Perhaps the most instructive pushback from the obviously skeptical trio of judges came when Trump’s actual impeachment was broached.
Both Pan and Judge Karen L. Henderson, the one Republican-appointed judge on the panel, suggested that Sauer’s argument flew in the face of how other Trump attorneys sought to beat back his second impeachment, after the Jan. 6, 2021, insurrection.
Indeed, back then the argument was that Trump couldn’t be convicted by the Senate because he was no longer actually president — the trial took place in February 2021 — but that the judicial system was the better venue anyway.
“We have a judicial process in this country; we have an investigative process in this country to which no former officeholder is immune,” Trump attorney David Schoen said at the time. “That is … the appropriate one for investigation, prosecution and punishment, with all of the attributes of that branch.”
Schoen argued that the courts were best prepared to adjudicate such complex legal issues because Congress “does not and cannot offer the safeguards of the judicial system.”
Fellow Trump lawyer Bruce Castor echoed the point at the time even more directly.
“If my colleagues on this [Democratic] side of the chamber actually think that President Trump committed a criminal offense … after he is out of office, you go and arrest him,” Castor said.
Henderson pointed to Trump’s lawyers arguing in another case that the version of immunity they sought then “would expire when the president leaves office” and would not “place the president ‘above the law.’”
A Trump lawyer in that case said that “as the text of the Constitution makes clear, the president like all other citizens is subject to the laws and jurisdiction of states and the federal government alike.”
Just because some Trump lawyers argue one thing and another argues something else doesn’t mean the latter doesn’t have a valid legal argument.
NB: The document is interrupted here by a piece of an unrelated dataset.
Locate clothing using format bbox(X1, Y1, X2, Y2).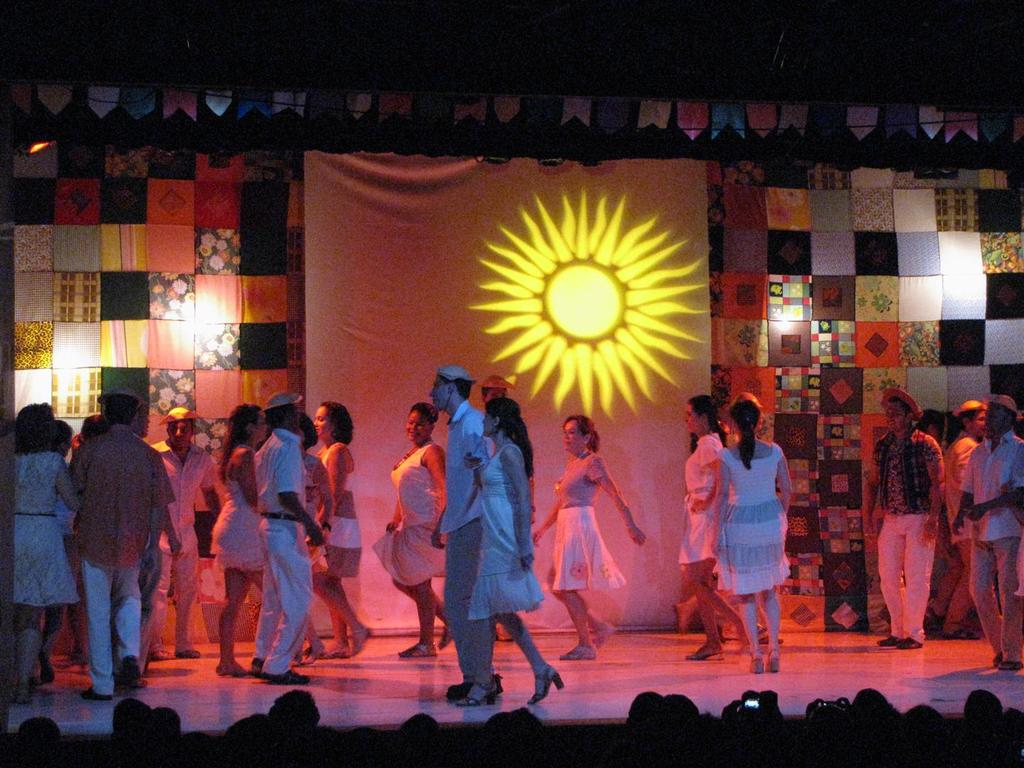
bbox(468, 439, 546, 622).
Sauer argued that he wasn’t bound by what Trump’s lawyers said previously. (He also gamely sought to differentiate between the judicial system investigating a former president and actually prosecuting him.)
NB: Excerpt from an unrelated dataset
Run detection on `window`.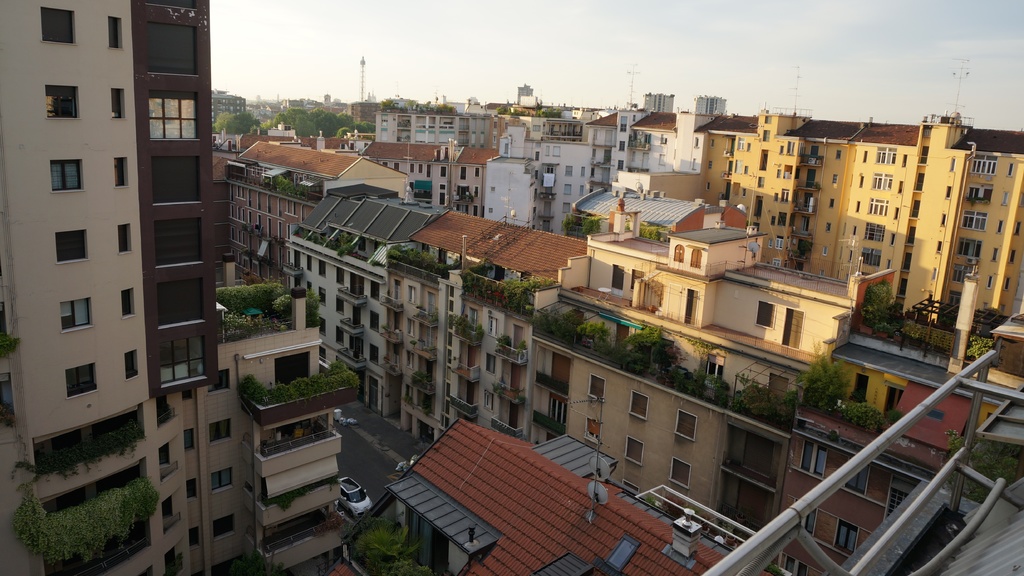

But Pan didn’t just suggest that this evolution was thoroughly convenient; she also suggested it had real consequences.
She posited that Trump might have avoided the impeachment conviction that would supposedly be a prerequisite today precisely because of the argument his lawyers now disown.
“In fact, the argument was there’s no need to vote for impeachment because we have this backstop, which is criminal prosecution,” Pan said, “and it seems that many senators relied on that in voting to acquit.”
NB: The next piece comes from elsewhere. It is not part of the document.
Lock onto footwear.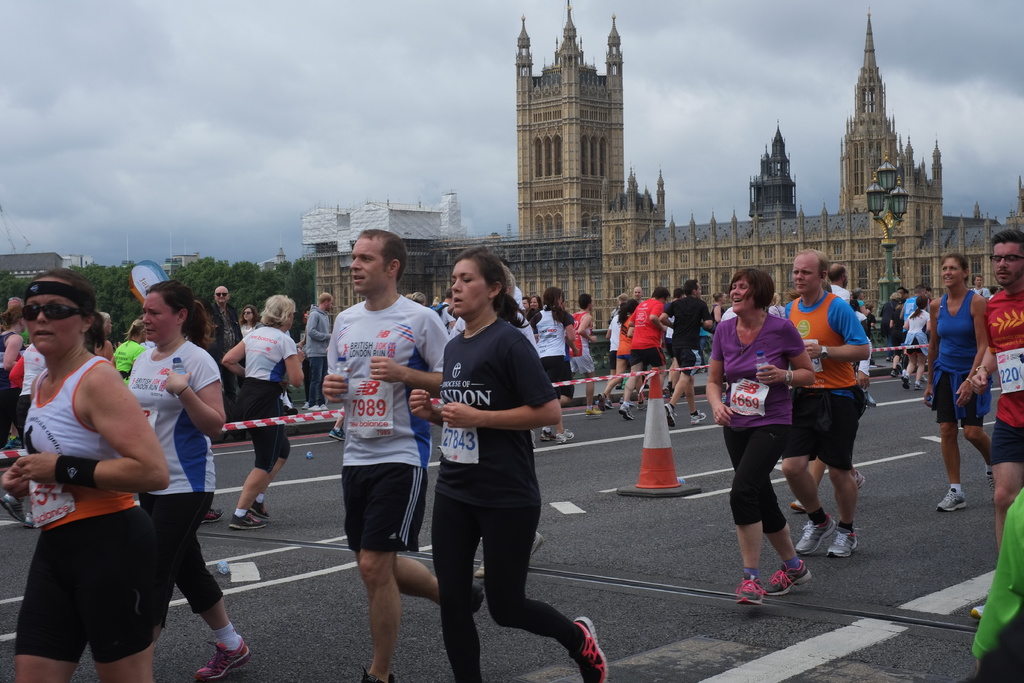
Locked: 757, 553, 814, 607.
Sauer contended it was speculative to surmise why the senators voted how they did. But the top Senate Republican, Mitch McConnell (Ky.), expressly made such a case in announcing his acquittal vote. And a potentially decisive number of GOP senators said they voted to acquit because they argued Trump, as a then-former president, was no longer subject to conviction and removal from office.
In other words, the GOP senators suggested it wasn’t even legally possible to deliver the supposed prerequisite for a criminal prosecution that Trump’s lawyers now contend is necessary. And they did so by adopting his lawyers’ rationale.
As that example shows, such immunity would open up the possibility that a president could do whatever he wanted in his final days in office, with the knowledge that there wouldn’t be sufficient time for Congress to impeach and convict him.
Trump impeachment lawyer Castor, as it happens, directly addressed such a situation back in February 2021.
“So there is no opportunity where the president of the United States can run rampant into January, the end of his term, and just go away scot-free,” Castor said. “The Department of Justice does know what to do with such people.”
Trump’s new lawyer now effectively argues that what the Justice Department can do with such people is effectively this: nothing.